"Ideas, Insights and Challenges" Partnership Teacher Conferences
Elementary, Middle Grades, and Special Education Ideas, Insights, and Challenges Conferences: "NC Professional Teaching Standards: Developing a Star Teacher for Every Classroom"- March 4 and 12, 2008
Over 100 elementary, middle grades, and special education partnership teachers and university supervisors and faculty working with spring 2008 interns attended the "Ideas, Insights, and Challenges" working conferences held March 4 and 12 in the WSE Education Building. Participants spent this professional development day exploring the new North Carolina Professional Teaching Standards approved by the State Board of Education in June 2007 and their impact on the teaching profession.
The NC Professional Teaching Standards will become the basis for teacher preparation, teacher evaluation, and professional development over the next few years. These standards were adopted by the NC State Board of Education in June 2007 and will be in use for principals and central office administrators as early as this fall. Teachers, including pre-service teachers, will be evaluated in light of these new standards beginning in 2009.Understanding these Standards and how they fit into the content requirements delineated by the North Carolina Standard Course of Study will be essential for all North Carolina educators. The WSE Professional Development System afforded partnership teachers and university supervisors and faculty the opportunity to become familiar with the standards and their origin and to begin preparing for their incorporation into the education arena during the day-long "Ideas, Insights, and Challenges" working conference. All participants received copies of the Standards and related materials in the conference packet.
Following Ms. Carolyn McKinney's keynote address on the standards, their origins, and their purpose, WSE Teacher-in-Residence Beth Metcalf focused the group with a Power Point and discussion on What the Standards Mean for Our Teaching and led participants in table talk capturing ways teachers currently implement the standards in their own work and ways they can move toward a more purposeful application of the standards in their classrooms. Teachers shared their findings with other conference participants in a gallery walk before and during lunch. Afterward, participants collected their best practices and applications for each standard into Power Points that were combined and put onto a Tools for Teaching 21 st Century Learners CD for each participant to take back to the classroom.
After-lunch presentations offered a variety of Visions for the Classroom for 21 st Century Learners by Beth Metcalf; Kelly Batts, New Hanover County District-Wide mentor; and Jakki Jethro and Daffinette Dudley, New Hanover County K-12 Observers/Evaluators.
PDS partners attending this conference received professional development credit that can be used toward certification renewal requirements.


From the records, report how many lines hold the word "nlobe", with the number as the sole reply.

● MATERIAL FOR THE TASK:
☆ ☆ ☆

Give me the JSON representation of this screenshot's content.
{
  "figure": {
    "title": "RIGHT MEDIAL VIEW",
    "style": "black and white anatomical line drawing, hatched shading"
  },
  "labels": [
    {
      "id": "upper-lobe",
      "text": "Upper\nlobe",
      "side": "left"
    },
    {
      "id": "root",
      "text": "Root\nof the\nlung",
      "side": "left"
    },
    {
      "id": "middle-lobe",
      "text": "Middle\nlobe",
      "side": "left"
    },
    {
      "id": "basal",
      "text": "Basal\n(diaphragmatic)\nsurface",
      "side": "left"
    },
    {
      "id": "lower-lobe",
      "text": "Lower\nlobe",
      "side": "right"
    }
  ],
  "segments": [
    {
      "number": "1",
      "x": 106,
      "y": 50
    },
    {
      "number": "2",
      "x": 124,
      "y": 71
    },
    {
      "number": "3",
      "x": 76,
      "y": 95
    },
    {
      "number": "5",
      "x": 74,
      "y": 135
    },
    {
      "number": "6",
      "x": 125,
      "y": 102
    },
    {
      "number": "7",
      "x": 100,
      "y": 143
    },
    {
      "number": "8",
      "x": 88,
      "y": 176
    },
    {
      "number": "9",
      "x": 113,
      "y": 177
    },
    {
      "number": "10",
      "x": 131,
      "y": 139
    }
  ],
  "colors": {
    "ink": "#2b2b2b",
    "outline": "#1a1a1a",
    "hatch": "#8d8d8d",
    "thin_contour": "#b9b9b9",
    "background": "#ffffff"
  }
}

☆ ☆ ☆

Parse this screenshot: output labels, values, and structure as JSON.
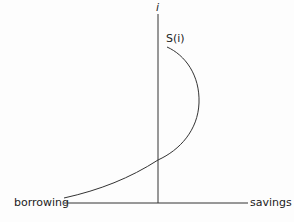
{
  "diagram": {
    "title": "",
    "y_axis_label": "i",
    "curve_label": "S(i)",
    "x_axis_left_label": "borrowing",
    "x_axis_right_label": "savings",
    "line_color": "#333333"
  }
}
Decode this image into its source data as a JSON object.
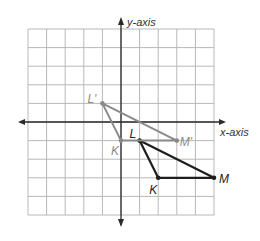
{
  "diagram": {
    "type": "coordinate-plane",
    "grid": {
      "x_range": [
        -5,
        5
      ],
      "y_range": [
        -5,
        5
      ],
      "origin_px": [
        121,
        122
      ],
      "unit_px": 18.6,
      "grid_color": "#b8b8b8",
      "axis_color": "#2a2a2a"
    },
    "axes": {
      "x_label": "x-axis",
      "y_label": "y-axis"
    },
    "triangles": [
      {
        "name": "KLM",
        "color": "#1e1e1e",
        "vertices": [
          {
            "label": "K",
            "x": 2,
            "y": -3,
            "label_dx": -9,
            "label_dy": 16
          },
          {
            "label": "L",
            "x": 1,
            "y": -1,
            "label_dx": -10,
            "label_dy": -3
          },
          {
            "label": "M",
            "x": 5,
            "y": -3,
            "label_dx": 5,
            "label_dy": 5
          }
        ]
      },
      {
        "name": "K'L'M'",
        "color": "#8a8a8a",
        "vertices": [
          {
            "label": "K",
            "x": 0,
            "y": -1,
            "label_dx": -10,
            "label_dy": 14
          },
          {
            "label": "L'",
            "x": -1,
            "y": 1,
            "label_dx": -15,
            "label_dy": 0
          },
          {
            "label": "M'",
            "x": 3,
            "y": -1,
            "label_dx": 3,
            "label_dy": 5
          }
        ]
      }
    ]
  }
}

☆ ☆ ☆

● WORKED SOLUTION:
3